I want to extract some queries to a CSV output format. Unfortunately, I can\'t use any fancy SQL client or any language to do it. I must use SQLPLUS.
How do I do it?
You could also use the following, although it does introduce spaces between fields.
set colsep , -- separate columns with a comma
set pagesize 0 -- No header rows
set trimspool on -- remove trailing blanks
set headsep off -- this may or may not be useful...depends on your headings.
set linesize X -- X should be the sum of the column widths
set numw X -- X should be the length you want for numbers (avoid scientific notation on IDs)
spool myfile.csv
select table_name, tablespace_name
from all_tables
where owner = 'SYS'
and tablespace_name is not null;
Output will be like:
TABLE_PRIVILEGE_MAP ,SYSTEM
SYSTEM_PRIVILEGE_MAP ,SYSTEM
STMT_AUDIT_OPTION_MAP ,SYSTEM
DUAL ,SYSTEM
...
This would be a lot less tedious than typing out all of the fields and concatenating them with the commas. You could follow up with a simple sed script to remove whitespace that appears before a comma, if you wanted.

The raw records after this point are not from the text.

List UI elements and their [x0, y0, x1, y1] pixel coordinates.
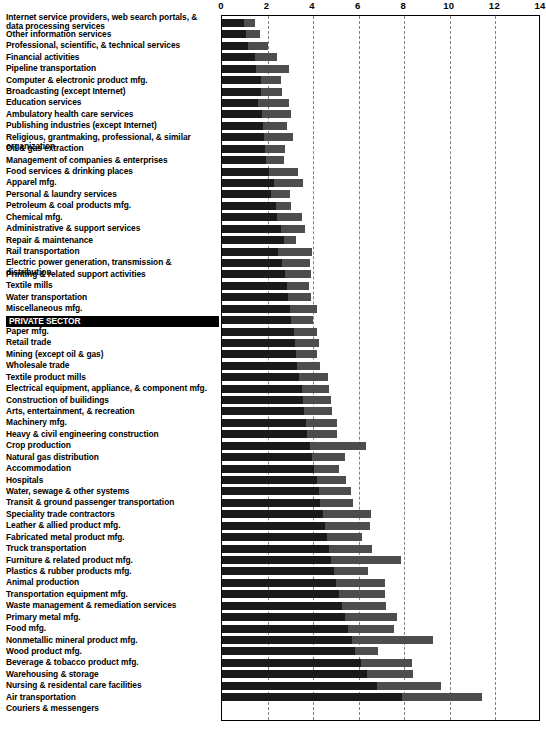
chart-bar	[222, 339, 319, 347]
bar-segment-dark	[222, 19, 244, 27]
chart-bar	[222, 659, 412, 667]
bar-segment-light	[261, 88, 283, 96]
chart-bar	[222, 76, 281, 84]
chart-bar	[222, 453, 345, 461]
bar-segment-light	[306, 419, 337, 427]
bar-segment-light	[278, 248, 312, 256]
chart-bar	[222, 670, 413, 678]
bar-segment-light	[271, 190, 290, 198]
chart-row-label: Broadcasting (except Internet)	[6, 87, 219, 96]
chart-row-label: Repair & maintenance	[6, 236, 219, 245]
bar-segment-light	[261, 76, 282, 84]
chart-bar	[222, 430, 337, 438]
bar-segment-dark	[222, 76, 261, 84]
chart-bar	[222, 545, 372, 553]
chart-bar	[222, 647, 378, 655]
chart-row-label: Couriers & messengers	[6, 704, 219, 713]
bar-segment-light	[345, 613, 397, 621]
chart-row-label: Computer & electronic product mfg.	[6, 76, 219, 85]
axis-tick-label-12: 12	[489, 0, 500, 11]
chart-row: Crop production	[0, 441, 546, 452]
bar-segment-light	[295, 339, 319, 347]
chart-bar	[222, 693, 482, 701]
chart-row: Arts, entertainment, & recreation	[0, 406, 546, 417]
bar-segment-dark	[222, 465, 314, 473]
chart-row-label: Financial activities	[6, 53, 219, 62]
chart-row: Repair & maintenance	[0, 235, 546, 246]
bar-segment-dark	[222, 339, 295, 347]
chart-bar	[222, 419, 337, 427]
chart-row-label: Heavy & civil engineering construction	[6, 430, 219, 439]
chart-bar	[222, 407, 333, 415]
bar-segment-dark	[222, 225, 281, 233]
bar-segment-light	[299, 373, 327, 381]
bar-segment-dark	[222, 293, 288, 301]
bar-segment-dark	[222, 545, 329, 553]
chart-bar	[222, 350, 317, 358]
chart-row-label: Food mfg.	[6, 624, 219, 633]
chart-bar	[222, 465, 339, 473]
chart-bar	[222, 88, 282, 96]
bar-segment-dark	[222, 659, 361, 667]
chart-row: Hospitals	[0, 475, 546, 486]
bar-segment-dark	[222, 625, 348, 633]
chart-row: Water, sewage & other systems	[0, 486, 546, 497]
chart-row: Air transportation	[0, 692, 546, 703]
bar-segment-light	[402, 693, 482, 701]
bar-segment-light	[296, 350, 317, 358]
bar-segment-light	[377, 682, 441, 690]
chart-bar	[222, 270, 311, 278]
chart-bar	[222, 396, 331, 404]
axis-tick-label-2: 2	[264, 0, 270, 11]
chart-row: Printing & related support activities	[0, 269, 546, 280]
chart-row-label: Nursing & residental care facilities	[6, 681, 219, 690]
chart-row: Rail transportation	[0, 247, 546, 258]
chart-row: Textile product mills	[0, 372, 546, 383]
chart-bar	[222, 522, 370, 530]
chart-row: Nursing & residental care facilities	[0, 681, 546, 692]
chart-row-label: Furniture & related product mfg.	[6, 556, 219, 565]
chart-bar	[222, 122, 287, 130]
chart-bar	[222, 19, 255, 27]
chart-row-label: Petroleum & coal products mfg.	[6, 201, 219, 210]
bar-segment-light	[320, 499, 353, 507]
bar-segment-light	[352, 636, 433, 644]
bar-segment-dark	[222, 362, 297, 370]
bar-segment-light	[303, 396, 331, 404]
chart-bar	[222, 248, 312, 256]
chart-bar	[222, 99, 289, 107]
chart-row-label: Professional, scientific, & technical se…	[6, 41, 219, 50]
bar-segment-dark	[222, 282, 287, 290]
chart-bar	[222, 316, 313, 324]
bar-segment-light	[294, 328, 317, 336]
bar-segment-light	[244, 19, 255, 27]
bar-segment-light	[297, 362, 320, 370]
chart-row-label: Electrical equipment, appliance, & compo…	[6, 384, 219, 393]
chart-row: Water transportation	[0, 292, 546, 303]
chart-row: Administrative & support services	[0, 224, 546, 235]
chart-row-label: Hospitals	[6, 476, 219, 485]
bar-segment-light	[329, 545, 372, 553]
chart-row-label: Miscellaneous mfg.	[6, 304, 219, 313]
chart-row: Transportation equipment mfg.	[0, 589, 546, 600]
bar-segment-dark	[222, 259, 282, 267]
chart-bar	[222, 533, 362, 541]
bar-segment-dark	[222, 350, 296, 358]
chart-bar	[222, 30, 260, 38]
chart-row: Electric power generation, transmission …	[0, 258, 546, 269]
chart-row-label: Construction of builidings	[6, 396, 219, 405]
chart-row-label: Crop production	[6, 441, 219, 450]
chart-bar	[222, 282, 309, 290]
chart-row: Accommodation	[0, 464, 546, 475]
chart-row: Primary metal mfg.	[0, 612, 546, 623]
bar-segment-dark	[222, 270, 285, 278]
chart-bar	[222, 145, 285, 153]
chart-row-label: Water transportation	[6, 293, 219, 302]
chart-row-label: Truck transportation	[6, 544, 219, 553]
bar-segment-dark	[222, 670, 367, 678]
bar-segment-dark	[222, 499, 320, 507]
bar-segment-light	[319, 487, 351, 495]
chart-row-label: Oil & gas extraction	[6, 144, 219, 153]
chart-bar	[222, 110, 291, 118]
chart-bar	[222, 225, 305, 233]
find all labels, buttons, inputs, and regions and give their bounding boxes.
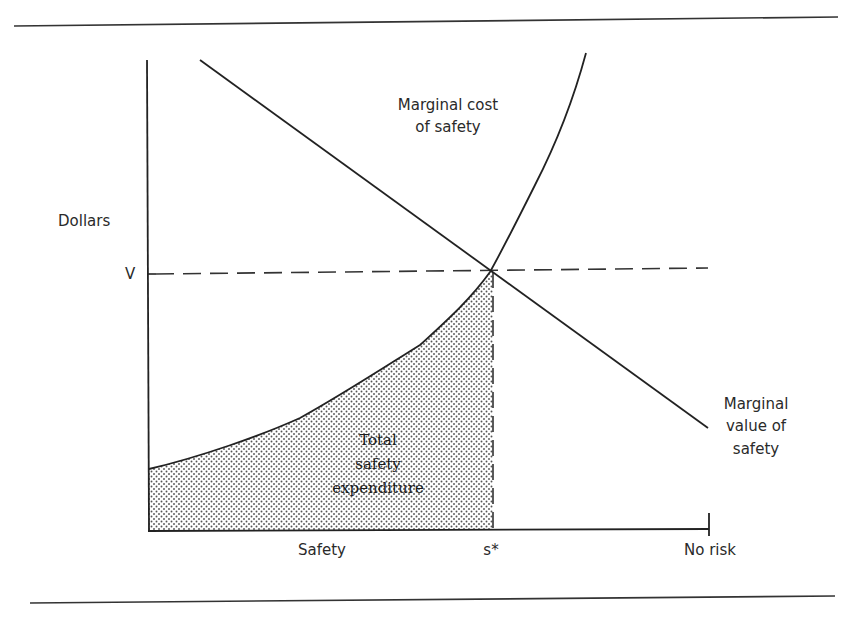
safety-economics-diagram bbox=[0, 0, 855, 617]
marginal-value-label-line1: Marginal bbox=[724, 394, 789, 415]
bottom-rule bbox=[30, 596, 835, 603]
marginal-cost-label-line1: Marginal cost bbox=[398, 95, 498, 116]
top-rule bbox=[14, 17, 838, 26]
marginal-value-label-line2: value of bbox=[726, 416, 786, 437]
v-tick-label: V bbox=[125, 264, 135, 285]
v-dashed-line bbox=[156, 268, 708, 274]
total-expenditure-label-line1: Total bbox=[359, 430, 397, 451]
y-axis-label: Dollars bbox=[58, 211, 110, 232]
no-risk-label: No risk bbox=[684, 540, 736, 561]
x-axis-label: Safety bbox=[298, 540, 346, 561]
total-expenditure-label-line3: expenditure bbox=[332, 478, 424, 499]
total-safety-expenditure-area bbox=[149, 272, 493, 530]
total-expenditure-label-line2: safety bbox=[355, 454, 401, 475]
s-star-label: s* bbox=[483, 540, 498, 561]
marginal-cost-label-line2: of safety bbox=[415, 117, 481, 138]
marginal-value-label-line3: safety bbox=[733, 439, 779, 460]
y-axis bbox=[147, 60, 149, 531]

Something like this might work...(my sed skills are very rusty, so this will likely need work)
sed 's/\s+,/,/' myfile.csv
There is a problem using sqlplus to create csv files. If you want the column headers only once in the output and there are thousands or millions of rows, you cannot set pagesize large enough not to get a repeat. The solution is to start with pagesize = 50 and parse out the headers, then issue the select again with pagesize = 0 to get the data. See bash script below:
#!/bin/bash
FOLDER="csvdata_mydb"
CONN="192.168.100.11:1521/mydb0023.world"
CNT=0376
ORD="0376"
TABLE="MY_ATTACHMENTS"
sqlplus -L logn/pswd@//${CONN}<<EOF >/dev/null
set pagesize 50;
set verify off;
set feedback off;
set long 99999;
set linesize 32767;
set trimspool on;
col object_ddl format A32000;
set colsep ,;
set underline off;
set headsep off;
spool ${ORD}${TABLE}.tmp;
select * from tblspc.${TABLE} where rownum < 2;
EOF
LINES=`wc -l ${ORD}${TABLE}.tmp | cut -f1 -d" "`
[ ${LINES} -le 3 ] && {
echo "No Data Found in ${TABLE}."
}
[ ${LINES} -gt 3 ] && {
cat ${ORD}${TABLE}.tmp | sed -e 's/ * / /g' -e 's/^ //' -e 's/ ,/,/g' -e 's/, /,/g' | tail -n +3 | head -n 1 > ./${ORD}${TABLE}.headers
}
sqlplus -L logn/pswd@//${CONN}<<EOF >/dev/null
set pagesize 0;
set verify off;
set feedback off;
set long 99999;
set linesize 32767;
set trimspool on;
col object_ddl format A32000;
set colsep ,;
set underline off;
set headsep off;
spool ${ORD}${TABLE}.tmp;
select * from tblspc.${TABLE};
EOF
LINES=`wc -l ${ORD}${TABLE}.tmp | cut -f1 -d" "`
[ ${LINES} -le 3 ] && {
echo "No Data Found in ${TABLE}."
}
[ ${LINES} -gt 3 ] && {
cat ${ORD}${TABLE}.headers > ${FOLDER}/${ORD}${TABLE}.csv
cat ${ORD}${TABLE}.tmp | sed -e 's/ * / /g' -e 's/^ //' -e 's/ ,/,/g' -e 's/, /,/g' | tail -n +2 | head -n -1 >> ${FOLDER}/${ORD}${TABLE}.csv
}
If you are using 12.2, you can simply say
set markup csv on
spool myfile.csv
Use vi or vim to write the sql, use colsep with a control-A (in vi and vim precede the ctrl-A with a ctrl-v). Be sure to set the linesize and pagesize to something rational and turn on trimspool and trimout.
spool it off to a file. Then...
sed -e 's/,/;/g' -e 's/ *{ctrl-a} */,/g' {spooled file} > output.csv
That sed thing can be turned into a script. The " *" before and after the ctrl-A squeezes out all the useless spaces. Isn't it great that they bothered to enable html output from sqlplus but NOT native csv?????
I do it this way because it handles commas in the data. I turns them to semi-colons.